I was a whip throughout John Major’s Maastricht negotiatio­ns in 1992-93. Night after night we secured the narrowest of victories in the division lobbies as the Tory Party tore itself apart and was subsequent­ly destroyed in the worst defeat for generation­s in 1997.

I lost my seat. Today the position is far, far worse.

So what is to be done? The Government will propose and the Commons, as the elected chamber in a parliament­ary democracy, will decide. But the Government itself is in an extraordin­arily weak position. The House of Commons is increasing­ly aware that power, especially on European matters, resides on its benches and not in No10.

We are now likely to face a choice between the Prime Minister’s plan and leaving with no comprehens­ive deal at all. The Chequers proposals were welcomed at least in answering the European Union’s increasing­ly frustrated question: “What do you Brits actually want?” It was put together by the Civil Service and imposed, humiliatin­gly, on the Cabinet (“If you don’t like it you can walk home”) as the least worst common denominato­r.

The Prime Minister shows courage in stubbornly defending it as the only practical solution. But it is far from clear that the House of Commons will accept it.
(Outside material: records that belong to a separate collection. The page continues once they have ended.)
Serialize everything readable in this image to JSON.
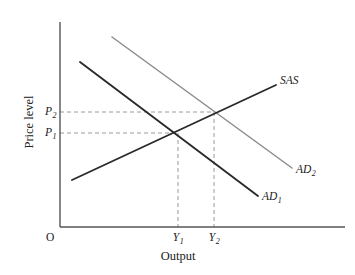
{
  "figure": {
    "kind": "economics-ad-sas-diagram",
    "background_color": "#ffffff"
  },
  "axes": {
    "y_axis": {
      "label": "Price level",
      "name": "price-level-axis",
      "color": "#555555",
      "x_px": 60,
      "top_px": 22,
      "bottom_px": 227
    },
    "x_axis": {
      "label": "Output",
      "name": "output-axis",
      "color": "#555555",
      "y_px": 227,
      "left_px": 60,
      "right_px": 345
    },
    "origin_label": "O"
  },
  "tick_labels": {
    "price": [
      {
        "id": "P2",
        "base": "P",
        "sub": "2",
        "y_px": 112
      },
      {
        "id": "P1",
        "base": "P",
        "sub": "1",
        "y_px": 133
      }
    ],
    "output": [
      {
        "id": "Y1",
        "base": "Y",
        "sub": "1",
        "x_px": 178
      },
      {
        "id": "Y2",
        "base": "Y",
        "sub": "2",
        "x_px": 214
      }
    ]
  },
  "curves": [
    {
      "id": "SAS",
      "label_base": "SAS",
      "label_sub": "",
      "description": "short-run aggregate supply, upward sloping",
      "color": "#2a2a2a",
      "width": 1.9,
      "x1": 72,
      "y1": 180,
      "x2": 276,
      "y2": 85,
      "label_x": 280,
      "label_y": 81
    },
    {
      "id": "AD1",
      "label_base": "AD",
      "label_sub": "1",
      "description": "initial aggregate demand, downward sloping",
      "color": "#2a2a2a",
      "width": 1.9,
      "x1": 80,
      "y1": 62,
      "x2": 258,
      "y2": 196,
      "label_x": 262,
      "label_y": 197
    },
    {
      "id": "AD2",
      "label_base": "AD",
      "label_sub": "2",
      "description": "shifted aggregate demand, downward sloping",
      "color": "#8c8c8c",
      "width": 1.5,
      "x1": 112,
      "y1": 37,
      "x2": 292,
      "y2": 168,
      "label_x": 296,
      "label_y": 170
    }
  ],
  "equilibria": [
    {
      "id": "E1",
      "x_px": 178,
      "y_px": 133,
      "price": "P1",
      "output": "Y1"
    },
    {
      "id": "E2",
      "x_px": 214,
      "y_px": 112,
      "price": "P2",
      "output": "Y2"
    }
  ],
  "guide_lines": {
    "color": "#9a9a9a",
    "dash": "4,3",
    "items": [
      {
        "id": "p1-horizontal",
        "x1": 60,
        "y1": 133,
        "x2": 178,
        "y2": 133
      },
      {
        "id": "p2-horizontal",
        "x1": 60,
        "y1": 112,
        "x2": 214,
        "y2": 112
      },
      {
        "id": "y1-vertical",
        "x1": 178,
        "y1": 133,
        "x2": 178,
        "y2": 227
      },
      {
        "id": "y2-vertical",
        "x1": 214,
        "y1": 112,
        "x2": 214,
        "y2": 227
      }
    ]
  },
  "chart_data": {
    "type": "line",
    "title": "",
    "xlabel": "Output",
    "ylabel": "Price level",
    "grid": false,
    "legend_position": "inline-curve-labels",
    "annotations": [
      "SAS",
      "AD₁",
      "AD₂",
      "P₁",
      "P₂",
      "Y₁",
      "Y₂",
      "O"
    ],
    "series": [
      {
        "name": "SAS",
        "points": [
          [
            72,
            180
          ],
          [
            276,
            85
          ]
        ],
        "color": "#2a2a2a"
      },
      {
        "name": "AD1",
        "points": [
          [
            80,
            62
          ],
          [
            258,
            196
          ]
        ],
        "color": "#2a2a2a"
      },
      {
        "name": "AD2",
        "points": [
          [
            112,
            37
          ],
          [
            292,
            168
          ]
        ],
        "color": "#8c8c8c"
      }
    ],
    "intersections": [
      {
        "label": "P1,Y1",
        "x": 178,
        "y": 133
      },
      {
        "label": "P2,Y2",
        "x": 214,
        "y": 112
      }
    ]
  }
}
Increasing­ly attractive to colleagues is the “Canada plus plus” scheme championed by the former Brexit secretary. This proposal must at least be worked up so that the “pluses” are properly fleshed out.

However, following Salzburg, no-deal has become increasing­ly likely, notwithsta­nding its uncertaint­ies and dangers.

Even the birds in the trees know that the Conservati­ve Party leadership is now in play, but no responsibl­e colleague could possibly propose a change of leadership at such a critical juncture in this national crisis.

Finally, remember this: the one solution that would be fatal for British politics is for the UK to leave in any substantia­l way as a rule taker.

The day after we left those of a Remain dispositio­n would argue that we had achieved the worst possible result, and start a campaign to make us a rule maker again.

Brexiteers would argue that we have not really left and would continue to campaign to do so. Leaving the European Union as a rule taker is a recipe for misery, division and on-going feuding which would truly deliver for Britain the worst of all worlds and the humiliatin­g failure of the momentous changes set in train by the result of our referendum.

Andrew Mitchell, MP for Sutton Coldfield, was the Government’s chief whip until 2012.

‘No really responsibl­e colleague could propose a change of leadership at such a critical juncture in this national crisis’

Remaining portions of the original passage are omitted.